The paradox of Washington's deregulation argument is that it produces the opposite effect of what was promised. When the federal government abdicates its regulatory role, states fill that space with their own, less coordinated frameworks that are harder for companies to scale. Uniform federal regulation, however uncomfortable it may be, reduces compliance costs for those operating across multiple jurisdictions. Its absence multiplies those costs. Medium-sized AI firms, lacking the legal teams of a major tech conglomerate, will be the first to feel that burden.

A historical pattern supports this reading. When California imposed its own data privacy standards with the Consumer Privacy Act, many firms opted to apply those standards nationally simply because managing different versions of the same product proved more costly than unifying them. California’s regulation effectively became the benchmark standard. The same mechanics could repeat with AI, with potentially greater implications given the strategic weight of this technology.

Public Safety as an Economic Argument

The language of the executive order is deliberate: it speaks of public safety and rights, not innovation or competitiveness. This rhetorical choice is not accidental; it frames the debate such that any opposition is automatically associated with negligence toward citizens, a politically unsustainable position for any company that relies on public contracts or consumer trust.

From a risk management perspective, organizations already investing in internal audits of their AI systems, explainability mechanisms, and human oversight protocols find themselves in a genuine competitive advantage position. Not because they are more virtuous, but because their regulatory adaptation costs will be significantly lower than those of companies that bet on indefinite deregulation as a business condition.

This holds a deeper organizational lesson. Leaders who built their growth models under the assumption of a frictionless regulatory environment made an implicit decision: to externalize regulatory risk to the political environment. This can be a sustainable bet for quarters, but rarely survives a complete public policy cycle. California has just demonstrated that the environment does not always cooperate with the most comfortable spreadsheets.

Newsom’s order also opens a strategic window for companies willing to participate actively in the upcoming four months of policy-building. When a state calls for a normative definition process, those who sit at the table with grounded technical proposals wield disproportionate influence over the final outcome. The sector that decides to wait outside and complain about the regulations imposed upon them will once again make the most costly choice.
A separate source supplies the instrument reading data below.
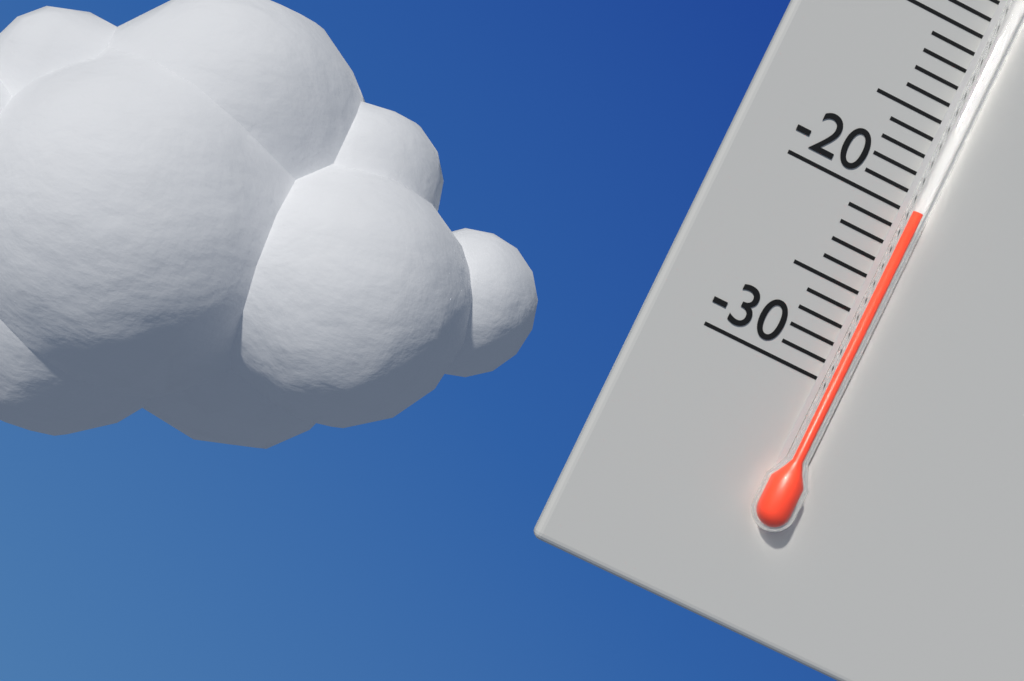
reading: -20 °C
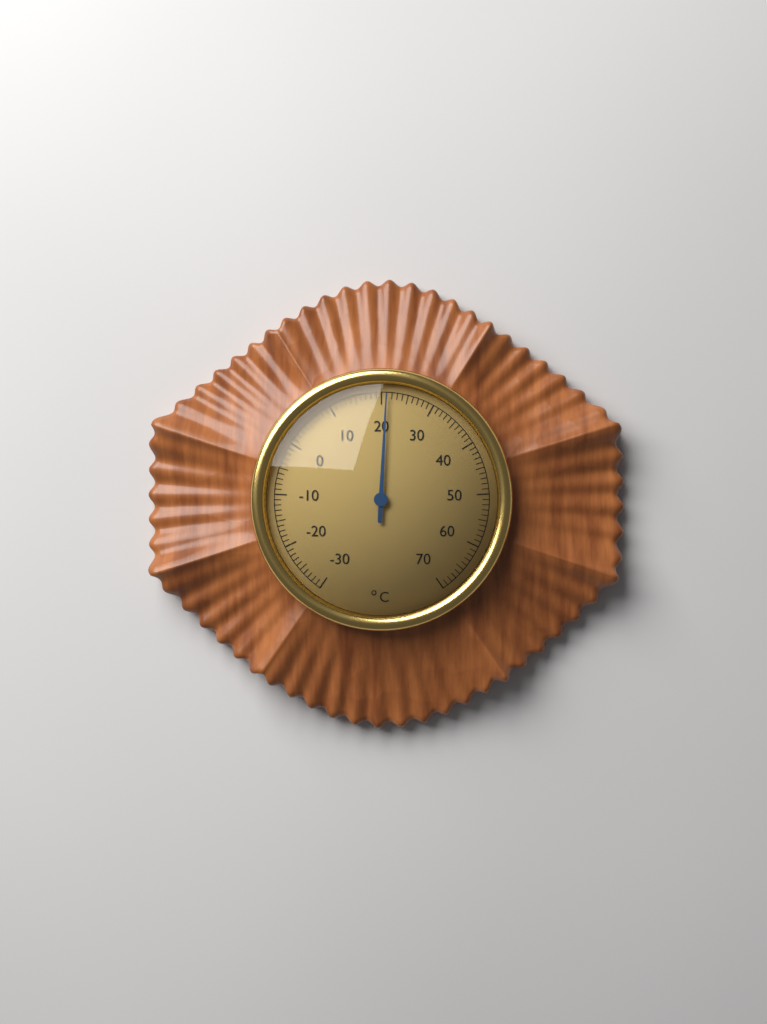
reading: 21 °C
Leadership That Builds Frameworks, Not Just Endures Them

What happens in Sacramento reveals something that transcends California politics: the governance of artificial intelligence can no longer be a conversation that companies delegate to the State and then lament later. Organizations that have spent years developing AI capabilities under the assumption that regulation was someone else’s problem will find that this assumption carried a deferred price that is now becoming due.

Executives who grasp this before their competitors will not need to wait for regulators to tell them how to operate. They will have already built internally the standards that regulators will ultimately demand, turning them into a positioning advantage over institutional clients who increasingly include technology responsibility criteria in their purchasing processes.

An organization’s culture is always the result of the conversations its leaders had the courage to engage in before the environment forced them to or the inevitable symptom of all those conversations that their comfort-seeking egos didn’t allow them to address in time.